With writing it's simple to do two things at once. The Marquis de Sade's “novels” are masturbation adjuncts but also exquisitely detailed maps of a deranged mind examining itself.
Ulysses
is a microscopic deconstruction of one day in Dublin, but the same sequence of words adds up to a daring experiment in the limits of the novel form.

So my job was simple wordsmithing in comparison: write a good novel that follows someone else's story line—like
Ulysses
, both Homer's and Joyce's, to go from the ridiculous to the sublime.

In theory, I could write two different versions, literary and commercial. But that way lies legal madness. The book will be a “work done for hire,” and is the sole property of Ronald Duquest. Once I cash the check, I'm out of the picture. If I tried to copyright a book with the same story and title, but better words, the people who owned the commercial version would not be amused. It's probably a good life rule not to piss off people who keep lawyers on the payroll.

The new bike was very pleasant for the first fifteen miles or so, but somewhere between twenty and thirty I started to wonder about the wisdom of my choice. The “commuter” bike was exactly that, and its cushiony ride would be perfect for going back and forth to and from work. The softness of the ride ultimately came from your own muscles, though, pushing against springs. A road bike's ride might be harder on your butt, but all the energy you expended went to getting you from point A to point B.

Maybe I could put that in the book. Our hero gets an oversprung commuter bike with the guy's money, but goes back the next day for one that's more practical for the long haul.

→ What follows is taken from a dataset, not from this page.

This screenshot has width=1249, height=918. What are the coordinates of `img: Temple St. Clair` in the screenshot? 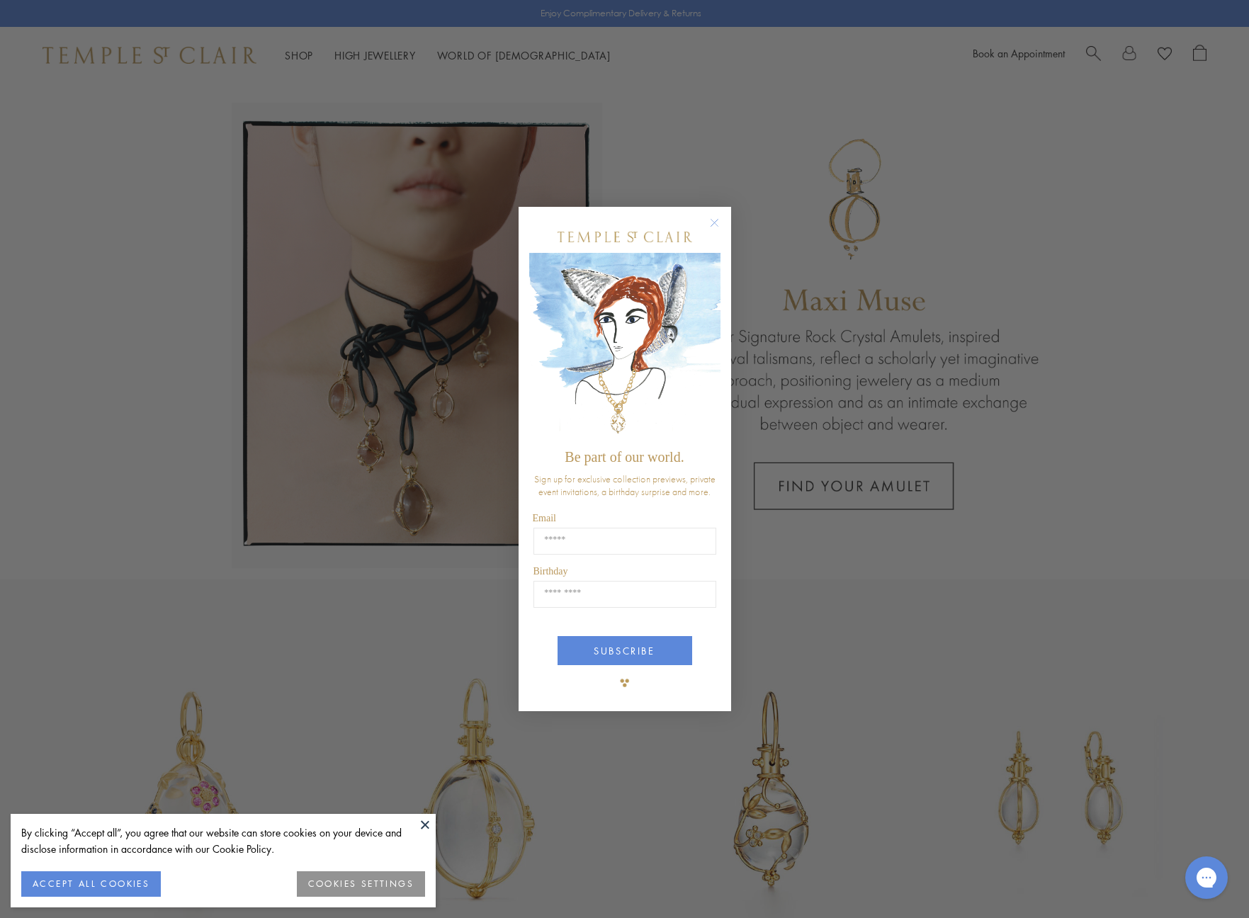 It's located at (625, 237).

Not in the script, but a nice bit of verisimilitude for bike-savvy readers.

The author of the book, unlike the character, doesn't have an employer with a fat wallet. Well, they
do
have billions, but not for the peons who humbly till the literary soil for them. Not for the comfort of their butts.

It was worth a few miles of daydreaming. I'd only spent $500 on this bike, leaving $49,500 for other stuff like rent. Minus Barb's 15 percent. A decent road bike would run about $1,500, and they'd probably give me $400 trade-in. Call it a thousand-dollar investment, finally, out of the fifty I was getting for the book.

I almost had myself convinced, but a reality check came creeping in. How often, in real life, would I do even ten miles in a day, let alone fifty or a hundred? Going to the 7-Eleven for a six-pack, I'd rather have this comfy blue Cambridge than a sexy hard-riding racer. And it would be really stupid to buy both—where would I put them? I wouldn't even leave my Salvation Army junker locked up overnight outside my apartment. Even if nobody was desperate enough to steal it, kids liked to demonstrate their budding manliness by stomping on spokes—and frames, if they were big kids.

Even the one bike dominated my so-called living room. Two would make it look like a bike shop.

I did have a get-thee-behind-me-Satan moment as I pedaled wearily into the suburbs of Des Moines. Two Guys Bike Shoppe had a signboard out front saying THIS WEEKEND ONLY ALL CAMPYS 25% OFF LIST!!! A Campagnolo would be just the right level of wretched excess—a Caddy, but not a Rolls.

I went past it a couple of blocks to a motel that was conveniently just behind a liquor store. A six-pack and a miniature of dark rum would take the kinks out fine. A burger and a couple of cookies for dinner, from the 7-Eleven beside it. It wasn't dinner on the French Riviera with Duquest and his bevy of bimbos. But that might come in time.